Using L10n Args

This section assumes that you have followed the tutorial up through the Using L10n ID section, and that you have a working HTML page that localizes the following content.

src/index.html

<!DOCTYPE html>
<html>
  <head>
    <meta charset='UTF-8' />
    <meta name='defaultLanguage' content='es-MX' />
    <meta name='availableLanguages' content='en-US, es-MX' />
    <link name='localization' content='./localization/{locale}/main.ftl' />
    <script type='module' src='index.js'></script>
  </head>
  <body>
    <h1 id='welcome' data-l10n-id='hello'>Localize me!</h1>
  </body>
</html>

We are now going to allow our localized welcome message to take in a variable as an argument.

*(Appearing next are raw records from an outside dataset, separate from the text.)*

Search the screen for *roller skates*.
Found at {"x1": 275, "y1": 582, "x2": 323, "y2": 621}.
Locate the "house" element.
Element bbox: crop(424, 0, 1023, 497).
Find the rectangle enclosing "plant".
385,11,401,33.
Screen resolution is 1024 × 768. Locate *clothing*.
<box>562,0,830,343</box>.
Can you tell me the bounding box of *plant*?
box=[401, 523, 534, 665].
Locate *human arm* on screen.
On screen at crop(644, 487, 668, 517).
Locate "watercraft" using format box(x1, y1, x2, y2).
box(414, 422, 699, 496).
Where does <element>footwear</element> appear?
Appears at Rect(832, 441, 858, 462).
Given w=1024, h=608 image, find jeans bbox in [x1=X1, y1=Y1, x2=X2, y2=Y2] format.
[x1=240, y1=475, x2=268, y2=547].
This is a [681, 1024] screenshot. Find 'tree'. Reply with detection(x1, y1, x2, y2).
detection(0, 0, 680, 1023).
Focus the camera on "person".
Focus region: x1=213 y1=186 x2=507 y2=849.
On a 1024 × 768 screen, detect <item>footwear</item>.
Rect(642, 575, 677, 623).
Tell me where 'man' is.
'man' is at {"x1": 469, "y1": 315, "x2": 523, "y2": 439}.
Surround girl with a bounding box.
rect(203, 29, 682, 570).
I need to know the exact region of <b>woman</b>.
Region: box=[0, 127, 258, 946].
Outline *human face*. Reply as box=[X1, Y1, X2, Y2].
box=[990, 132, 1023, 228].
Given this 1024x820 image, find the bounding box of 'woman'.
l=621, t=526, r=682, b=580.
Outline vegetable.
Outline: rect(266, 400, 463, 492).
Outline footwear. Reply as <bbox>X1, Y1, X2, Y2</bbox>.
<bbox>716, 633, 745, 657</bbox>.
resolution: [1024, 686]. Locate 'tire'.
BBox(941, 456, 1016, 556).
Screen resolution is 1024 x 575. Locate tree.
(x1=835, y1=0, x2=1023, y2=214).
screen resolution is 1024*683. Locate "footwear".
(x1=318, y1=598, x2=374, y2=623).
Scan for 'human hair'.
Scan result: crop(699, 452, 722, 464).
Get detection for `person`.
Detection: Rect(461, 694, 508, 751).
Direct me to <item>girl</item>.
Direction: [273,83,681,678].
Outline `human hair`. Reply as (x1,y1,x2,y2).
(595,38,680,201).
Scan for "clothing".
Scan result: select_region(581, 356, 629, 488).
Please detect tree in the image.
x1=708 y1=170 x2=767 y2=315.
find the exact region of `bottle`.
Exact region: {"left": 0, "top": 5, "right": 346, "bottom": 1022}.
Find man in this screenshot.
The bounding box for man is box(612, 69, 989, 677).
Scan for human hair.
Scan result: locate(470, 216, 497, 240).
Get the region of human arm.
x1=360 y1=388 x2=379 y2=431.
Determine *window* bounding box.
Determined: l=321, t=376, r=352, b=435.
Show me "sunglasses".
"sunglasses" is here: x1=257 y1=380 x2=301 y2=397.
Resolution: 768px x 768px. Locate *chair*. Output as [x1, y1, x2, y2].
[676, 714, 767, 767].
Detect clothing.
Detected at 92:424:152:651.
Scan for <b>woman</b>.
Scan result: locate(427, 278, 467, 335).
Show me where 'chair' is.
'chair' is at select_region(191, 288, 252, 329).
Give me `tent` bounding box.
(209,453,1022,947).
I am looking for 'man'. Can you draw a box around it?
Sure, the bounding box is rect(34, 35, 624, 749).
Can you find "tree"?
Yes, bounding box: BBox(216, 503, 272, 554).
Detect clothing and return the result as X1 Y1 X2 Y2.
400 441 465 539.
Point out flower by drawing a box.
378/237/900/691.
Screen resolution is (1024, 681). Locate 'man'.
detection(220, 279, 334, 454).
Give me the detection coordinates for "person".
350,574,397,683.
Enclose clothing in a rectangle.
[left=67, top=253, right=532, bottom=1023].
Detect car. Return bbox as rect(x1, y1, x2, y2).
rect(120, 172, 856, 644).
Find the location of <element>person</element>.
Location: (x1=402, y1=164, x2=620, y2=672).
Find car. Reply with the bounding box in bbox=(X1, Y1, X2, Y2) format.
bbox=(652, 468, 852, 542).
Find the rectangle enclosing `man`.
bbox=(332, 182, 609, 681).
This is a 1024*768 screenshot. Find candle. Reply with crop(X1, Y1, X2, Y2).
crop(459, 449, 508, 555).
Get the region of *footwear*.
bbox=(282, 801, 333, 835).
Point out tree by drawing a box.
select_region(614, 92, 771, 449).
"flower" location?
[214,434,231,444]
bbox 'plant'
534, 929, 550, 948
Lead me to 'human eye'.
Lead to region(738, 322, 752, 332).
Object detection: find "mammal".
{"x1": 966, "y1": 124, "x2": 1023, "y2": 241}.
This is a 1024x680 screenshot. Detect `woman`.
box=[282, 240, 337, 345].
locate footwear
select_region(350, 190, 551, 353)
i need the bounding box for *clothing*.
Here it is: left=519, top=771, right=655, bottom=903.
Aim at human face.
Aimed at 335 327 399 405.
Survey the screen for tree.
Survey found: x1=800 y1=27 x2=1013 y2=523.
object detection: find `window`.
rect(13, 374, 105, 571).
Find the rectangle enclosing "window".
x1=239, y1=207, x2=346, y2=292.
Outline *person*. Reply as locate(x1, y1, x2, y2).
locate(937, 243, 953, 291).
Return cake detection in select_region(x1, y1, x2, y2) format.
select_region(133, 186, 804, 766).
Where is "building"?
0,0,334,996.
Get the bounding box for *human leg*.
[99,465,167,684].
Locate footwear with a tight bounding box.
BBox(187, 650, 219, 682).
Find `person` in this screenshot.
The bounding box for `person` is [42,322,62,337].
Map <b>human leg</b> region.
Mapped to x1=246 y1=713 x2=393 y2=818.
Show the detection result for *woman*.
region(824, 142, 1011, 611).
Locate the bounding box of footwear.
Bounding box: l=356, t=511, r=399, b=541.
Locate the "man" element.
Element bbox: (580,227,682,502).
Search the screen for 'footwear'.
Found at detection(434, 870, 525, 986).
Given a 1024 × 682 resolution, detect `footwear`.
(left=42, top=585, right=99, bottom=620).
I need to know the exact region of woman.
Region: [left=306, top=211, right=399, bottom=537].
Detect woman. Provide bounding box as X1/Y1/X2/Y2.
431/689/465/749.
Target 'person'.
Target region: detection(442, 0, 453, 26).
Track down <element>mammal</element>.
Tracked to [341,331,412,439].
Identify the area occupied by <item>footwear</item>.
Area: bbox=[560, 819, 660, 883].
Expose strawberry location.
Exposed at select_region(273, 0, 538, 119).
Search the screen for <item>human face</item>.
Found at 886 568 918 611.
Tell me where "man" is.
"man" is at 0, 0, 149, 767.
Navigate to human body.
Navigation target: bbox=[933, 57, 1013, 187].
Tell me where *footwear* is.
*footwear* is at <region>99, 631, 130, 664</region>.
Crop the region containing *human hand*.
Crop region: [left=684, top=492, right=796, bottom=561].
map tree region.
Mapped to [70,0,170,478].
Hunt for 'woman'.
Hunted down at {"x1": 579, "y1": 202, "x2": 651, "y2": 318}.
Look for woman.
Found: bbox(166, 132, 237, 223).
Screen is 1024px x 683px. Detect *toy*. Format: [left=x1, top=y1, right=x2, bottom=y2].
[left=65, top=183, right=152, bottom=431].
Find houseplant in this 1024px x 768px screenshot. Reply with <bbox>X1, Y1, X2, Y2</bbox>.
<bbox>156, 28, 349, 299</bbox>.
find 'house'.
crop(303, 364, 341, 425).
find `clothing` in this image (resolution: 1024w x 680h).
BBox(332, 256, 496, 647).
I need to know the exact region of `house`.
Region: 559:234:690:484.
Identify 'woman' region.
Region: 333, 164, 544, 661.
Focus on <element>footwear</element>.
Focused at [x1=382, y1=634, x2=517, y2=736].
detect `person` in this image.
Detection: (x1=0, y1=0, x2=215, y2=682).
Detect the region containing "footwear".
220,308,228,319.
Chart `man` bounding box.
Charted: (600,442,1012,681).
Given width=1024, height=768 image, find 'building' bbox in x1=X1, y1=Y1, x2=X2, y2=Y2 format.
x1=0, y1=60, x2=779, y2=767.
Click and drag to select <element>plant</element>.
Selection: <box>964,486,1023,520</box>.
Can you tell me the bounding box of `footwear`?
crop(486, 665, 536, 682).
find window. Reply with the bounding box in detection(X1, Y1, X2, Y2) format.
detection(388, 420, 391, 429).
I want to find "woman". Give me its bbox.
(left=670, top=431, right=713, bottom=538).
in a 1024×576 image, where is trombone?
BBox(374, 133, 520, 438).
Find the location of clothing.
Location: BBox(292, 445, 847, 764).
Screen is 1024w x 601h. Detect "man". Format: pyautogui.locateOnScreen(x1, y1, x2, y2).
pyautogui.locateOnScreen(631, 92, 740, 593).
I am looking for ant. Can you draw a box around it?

In each of the two fluent files, we are going to add a comment describing the variable in addition to adding the variable into our localized messages.

static/localization/en-US/main.ftl

# Variables:
#  $name (String): the name of the person to greet.
hello = Hello { $name }!

static/localization/en-US/main.ftl

# Variables:
#  $name (String): the name of the person to greet.
hello = ¡Hola { $name }!

Now, when we run the program, we will still see our localized message for our locale, but since Fluent doesn't have any default value for this variable, it will just passthrough the variable name.

¡Hola ⁨{$name}⁩!

This is intended behavior if Fluent is unable to find any values to match the variable for this message.

To fix this, we can add a default value in the HTML via the data-l10n-args attribute:

src/index.html

<h1 id='welcome' data-l10n-id='hello' data-l10n-args='{"name": "world"}'>Localize me!</h1>

Now, when our DOMLocalization is translating this element, it will see the default argument for $name and provide the value "world" to the localized message.

When we run the program again, we should now see:

¡Hola ⁨world⁩!

We can also pass in a new variable to the localized message via JavaScript.

To pass in a new variable we will call the setAttributes() function to pass in a new argument to the element before we call translateRoots().

src/index.js

const element = document.getElementById('welcome');
l10n.setAttributes(
  element, 'hello', { name: 'Erik' }
);
l10n.translateRoots();

Now, when we run the program, we should see that our element was localized with the new, non-default argument.

¡Hola ⁨Erik⁩!

Congratulations! You are now localizing an HTML page utilizing Fluent DOM with data-l10n-id and data-l10n-args.